There had been no mistaking in Rosa’s tone. 

Or her stance. 

The truth had been in her words. 

Her eyes...

Annie moved her fingers away from her heart and shook her head. She looked at the floor.

It's a fling. Tab said don't overthink it. I say don't overthink. I say.

Annie teetered on the edge of erupting, of embarrassing herself, of crying, but instead, she held it all inside and locked it away, afraid entertaining any kind of future with this man would eat away at whatever time they had left. They’d discussed this. Rational and adult-like. They’d made a decision. 

Be in the now.

No talk.

No plans.

No what-ifs.

Only the summer. 

An end.

"He bought one, you know?" Rosa had gone back to the shelf. Annie seemed to still be choking and tripping over the new piece of information.

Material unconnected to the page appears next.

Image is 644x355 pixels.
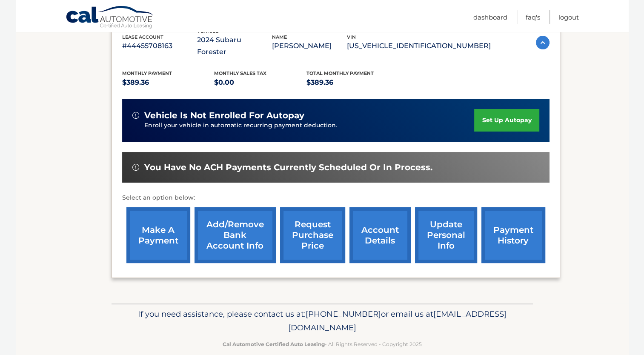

"Oh, I'm always telling you things I shouldn't." The fragile lines next to Rosa's eyes creased. 

Why shouldn't Rosa have told her? Why hadn’t Cal told her?

Privacy...

"Which one?" She slipped her thumb nail past her teeth. The cove. 

"Pfeiffer Beach."

"Where is it?" Annie looked around the room even though she knew it wasn't there. 

"He sent it home." Rosa's eyes said more than her words. "It was a gift."

Annie's heart hit the floor with a thud.

"He wanted her to see something she used to love. To be able to look at it every day."

This time, Annie cried. Not blubbery, but quiet. Tears slid down her cheeks. 

"Oh, mi amor,” Rosa said, waiting for Annie’s gaze, and when it came, it was haunting. "Your heart, preciosa, is opening his back up. He has been waiting for you." 

Annie wiped away the tears and allowed Rosa to pull her into an embrace. She tried to escape, but it was pointless. Useless. Her throat, tighter than ever, had sealed shut. Her body remained rigid, unsure, afraid. 

The phone in Annie’s camera bag made a ping.

The women released each other.

Rosa placed her palm against Annie's cheek and sighed, and then she whispered in Spanish as she returned to the tasks she seemed to do only because she loved him.

Annie checked the text message.

Cal: You haven't left me?

"It's getting late," Annie said to Rosa, phone in palm as she walked over to the large, sparkling-clean window.

The noon sun made its way through the leaves on the trees, shining into the loft, and some of the things in the room reflected off the glass. Annie leaned her head onto the pane, closed her eyes, and just felt the vibration of the song as it played. She didn't recognize it, only Axl’s screech. 

"Where is your family, Annie?"

"Seattle."

"You are from there?"

"Yes."

Annie’s phone chimed again.

"Hmmm," was all Rosa said, looking as if dots were connecting in her mind. 

Cal: I'm sorry I have work today.

Annie dismissed Cal's second message and opened the Uber app, knowing he’d be mad. She should’ve let him call Carl, but she needed to go — and now — before her feelings completely consumed the lot of her. 

Annie placed the needle on the holster, put the record away, then stood. 

"I won't see you the rest of this week. I'm going home to visit my sons and their family." Rosa gave Annie’s bicep a squeeze. "I like talking with you." She winked. "It’s easy to tell you things. I can tell you are different than…" Rosa made herself laugh.

“Than what?”

“I came here, Annie, because Cal had lost the light.”